Terahertz radiation is emitted as part of the black body radiation from anything with
temperatures greater than about 10 kelvin. While this thermal emission is very weak,
observations at these frequencies are important for characterizing the cold 10-20K dust in
the interstellar medium in the Milky Way galaxy, and in distant starburst galaxies.
Telescopes operating in this band include the James Clerk Maxwell Telescope, the
Caltech Submillimeter Observatory and the Submillimeter Array at the Mauna Kea
Observatory in Hawaii, the BLAST balloon borne telescope, the Herschel Space
Observatory, and the Heinrich Hertz Submillimeter Telescope at the Mount Graham
International Observatory in Arizona. The Atacama Large Millimeter Array, under
construction, will operate in the submillimeter range. The opacity of the Earth's
atmosphere to submillimeter radiation restricts these observatories to very high altitude
sites, or to space.
As of 2004 the only viable sources of terahertz radiation were:
• the gyrotron,
• the backward wave oscillator ("BWO"),
• the far infrared laser ("FIR laser"),
• quantum cascade laser,
• the free electron laser (FEL),
• synchrotron light sources,
• photomixing sources, and
• single-cycle sources used in terahertz time domain spectroscopy such as
photoconductive, surface field, photo-Dember and optical rectification emitters.

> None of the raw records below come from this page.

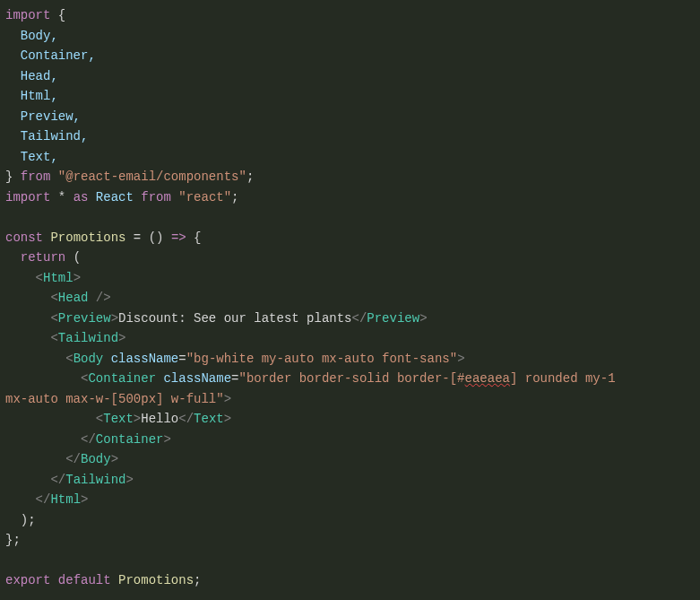 The width and height of the screenshot is (700, 600). I want to click on import-item: Html,, so click(39, 96).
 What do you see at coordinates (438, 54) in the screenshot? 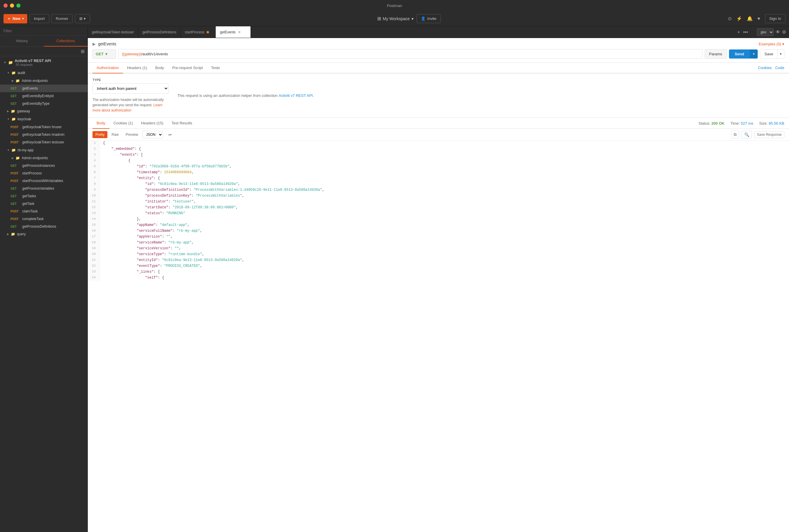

The first images generated using terahertz radiation date from the 1960s; however, in
1995, images generated using terahertz time-domain spectroscopy generated a great deal
of interest, and sparked a rapid growth in the field of terahert z science and technology.
This excitement, along with the associated coining of the term "T-rays", even showed up
in a contemporary novel by Tom Clancy.
There have also been solid-state sources of millimeter and submillimeter waves for many
years. AB Millimeter in Paris, for instance, produces a system that covers the entire range
from 8 GHz to 1000 GHz with solid state sources and detectors. Nowadays, most time-
domain work is done via ultrafast lasers.

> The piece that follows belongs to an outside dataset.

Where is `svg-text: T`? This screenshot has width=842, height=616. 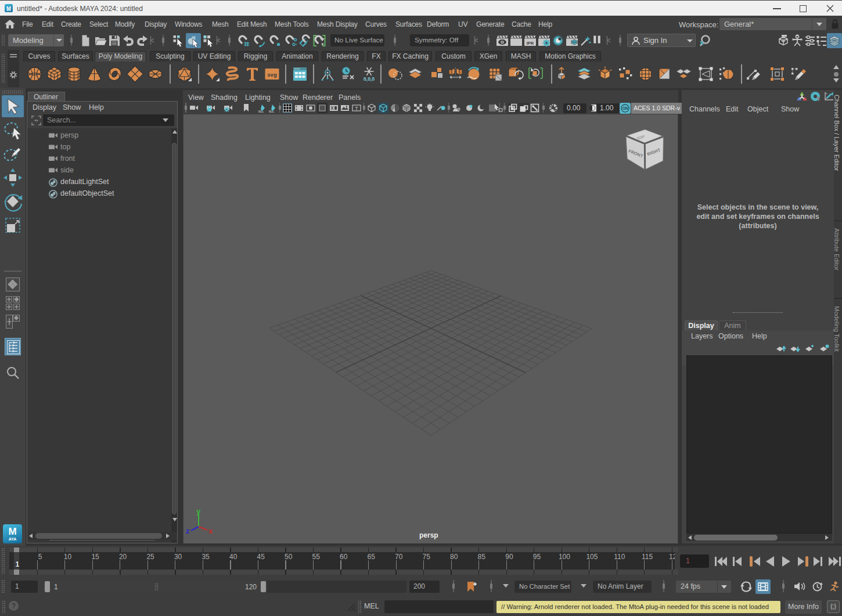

In mid-2007, scientists at the U.S. Department of Energy's Argonne National Laboratory,
along with collaborators in Turkey and Japan, announced the creation of a compact
device that can lead to portable, battery-operated sources of T-rays, or terahertz radiation.

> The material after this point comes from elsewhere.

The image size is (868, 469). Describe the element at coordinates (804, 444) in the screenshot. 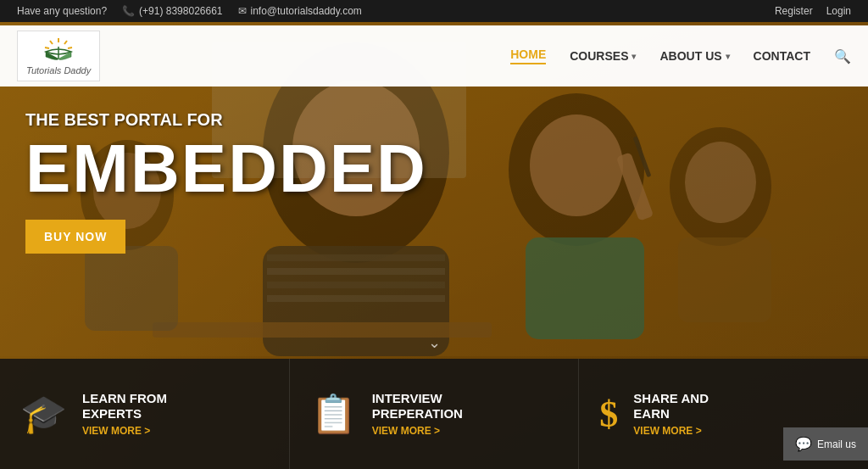

I see `chat-icon: 💬` at that location.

The group was led by Ulrich Welp of Argonne's Materials Science Division. This new T-
ray source uses high-temperature superconducting crystals grown at the University of
Tsukuba, Japan. These crystals comprise stacks of Josephson junctions that exhibit a
unique electrical property: when an external voltage is applied, an alternating current will
flow back and forth across the junctions at a frequency proportional to the strength of the
voltage; this phenomenon is known as the Josephson effect. These alternating currents
then produce electromagnetic fields whose frequency is tuned by the applied voltage.